An analysis showing that a proposed plan to shift some cost of SNAP benefits to states could push nearly 900,000 additional people into poverty during a recession.
This blog discusses how the “Big Beautiful Bill” (H.R. 1) contains provisions that undermine SNAP and warns that states will be burdened by its fiscal and administrative impact.
This FormFest profile spotlights the New Jersey State Office of Innovation’s Feedback Widget team, which collects resident input across state websites to improve services and empower agencies to act on real-time feedback.
Code for America describes its work building the P-EBT online application and the consulting it provided to 10 states regarding implementing the program in a quick, effective, and human-centered way. Despite herculean efforts among human services and education agencies to get P-EBT off the ground, there were a few key technological, operational, and logistical barriers that consistently got in the way and hampered a smooth rollout of the program across the country.
Though the rhetoric of “waste, fraud, and abuse” is ubiquitous when it comes to welfare programs, low-income households receive little relief from benefits programs. Most efforts to make public benefits systems more “efficient” actually just waste time and money in practice. They instead serve to stigmatize low-income families and chip away at the little assistance that remains available to them.
The Technology Transformation Service at GSA recently created a new Public Benefits Studio to focus on fostering a more cohesive, coordinated experience for the public, across programs.
Government agencies adopting generative AI tools seems inevitable at this point. But there is more than one possible future for how agencies use generative AI to simplify complex government information.
This essay explains why the Center on Privacy & Technology has chosen to stop using terms like "artificial intelligence," "AI," and "machine learning," arguing that such language obscures human accountability and overstates the capabilities of these technologies.
This update highlights progress in improving federal customer experience (CX) following Executive Order 14058, showcasing service enhancements across agencies.
Building modular, open-source, human-centered software is necessary to create equitable government services fit for the digital age. Nava emphasizes addressing large scale digital service challenges by building and releasing small, modular software components that are loosely-coupled by well-defined APIs. This enables agencies to quickly and conistently deliver services that help people immediately, whilst also building a flexible foundation for long-term technical evolution.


**What to work on**. Please output the whole listing below exactly as it is.

Top of Input material

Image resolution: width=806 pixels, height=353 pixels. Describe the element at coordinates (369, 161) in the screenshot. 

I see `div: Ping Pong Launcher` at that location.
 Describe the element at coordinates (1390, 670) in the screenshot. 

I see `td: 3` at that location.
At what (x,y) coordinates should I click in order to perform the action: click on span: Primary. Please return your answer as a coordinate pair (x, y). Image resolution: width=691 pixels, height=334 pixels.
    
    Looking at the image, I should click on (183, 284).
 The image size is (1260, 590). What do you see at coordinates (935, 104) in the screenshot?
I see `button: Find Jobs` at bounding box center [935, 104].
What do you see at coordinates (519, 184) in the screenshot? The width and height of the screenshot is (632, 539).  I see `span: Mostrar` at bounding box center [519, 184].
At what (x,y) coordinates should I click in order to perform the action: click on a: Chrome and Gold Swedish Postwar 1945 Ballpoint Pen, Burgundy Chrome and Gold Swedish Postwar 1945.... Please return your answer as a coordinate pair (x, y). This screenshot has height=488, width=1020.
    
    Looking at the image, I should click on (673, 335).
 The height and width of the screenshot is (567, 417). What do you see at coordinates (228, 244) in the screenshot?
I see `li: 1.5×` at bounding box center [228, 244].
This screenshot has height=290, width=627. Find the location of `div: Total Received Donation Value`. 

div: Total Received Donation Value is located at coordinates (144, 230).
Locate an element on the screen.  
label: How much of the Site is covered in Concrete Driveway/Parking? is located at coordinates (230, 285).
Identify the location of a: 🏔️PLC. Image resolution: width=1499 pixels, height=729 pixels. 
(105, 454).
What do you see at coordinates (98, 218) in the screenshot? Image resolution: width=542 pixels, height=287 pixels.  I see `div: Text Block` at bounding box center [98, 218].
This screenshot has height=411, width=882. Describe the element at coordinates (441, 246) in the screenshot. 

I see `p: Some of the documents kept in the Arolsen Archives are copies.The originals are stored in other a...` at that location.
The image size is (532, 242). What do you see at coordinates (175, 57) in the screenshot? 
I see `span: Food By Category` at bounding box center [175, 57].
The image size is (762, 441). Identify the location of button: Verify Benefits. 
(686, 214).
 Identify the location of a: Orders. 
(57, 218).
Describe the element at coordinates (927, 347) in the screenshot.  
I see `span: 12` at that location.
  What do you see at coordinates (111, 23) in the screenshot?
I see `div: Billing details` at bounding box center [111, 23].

Bottom of Input material

**Written answer**.
Image resolution: width=806 pixels, height=353 pixels. Describe the element at coordinates (369, 161) in the screenshot. 

I see `div: Ping Pong Launcher` at that location.
 Describe the element at coordinates (1390, 670) in the screenshot. 

I see `td: 3` at that location.
At what (x,y) coordinates should I click in order to perform the action: click on span: Primary. Please return your answer as a coordinate pair (x, y). Image resolution: width=691 pixels, height=334 pixels.
    
    Looking at the image, I should click on (183, 284).
 The image size is (1260, 590). What do you see at coordinates (935, 104) in the screenshot?
I see `button: Find Jobs` at bounding box center [935, 104].
What do you see at coordinates (519, 184) in the screenshot? The width and height of the screenshot is (632, 539).  I see `span: Mostrar` at bounding box center [519, 184].
At what (x,y) coordinates should I click in order to perform the action: click on a: Chrome and Gold Swedish Postwar 1945 Ballpoint Pen, Burgundy Chrome and Gold Swedish Postwar 1945.... Please return your answer as a coordinate pair (x, y). This screenshot has height=488, width=1020.
    
    Looking at the image, I should click on (673, 335).
 The height and width of the screenshot is (567, 417). What do you see at coordinates (228, 244) in the screenshot?
I see `li: 1.5×` at bounding box center [228, 244].
This screenshot has height=290, width=627. Find the location of `div: Total Received Donation Value`. 

div: Total Received Donation Value is located at coordinates (144, 230).
Locate an element on the screen.  
label: How much of the Site is covered in Concrete Driveway/Parking? is located at coordinates (230, 285).
Identify the location of a: 🏔️PLC. Image resolution: width=1499 pixels, height=729 pixels. 
(105, 454).
What do you see at coordinates (98, 218) in the screenshot? Image resolution: width=542 pixels, height=287 pixels.  I see `div: Text Block` at bounding box center [98, 218].
This screenshot has height=411, width=882. Describe the element at coordinates (441, 246) in the screenshot. 

I see `p: Some of the documents kept in the Arolsen Archives are copies.The originals are stored in other a...` at that location.
The image size is (532, 242). What do you see at coordinates (175, 57) in the screenshot? 
I see `span: Food By Category` at bounding box center [175, 57].
The image size is (762, 441). Identify the location of button: Verify Benefits. 
(686, 214).
 Identify the location of a: Orders. 
(57, 218).
Describe the element at coordinates (927, 347) in the screenshot.  
I see `span: 12` at that location.
  What do you see at coordinates (111, 23) in the screenshot?
I see `div: Billing details` at bounding box center [111, 23].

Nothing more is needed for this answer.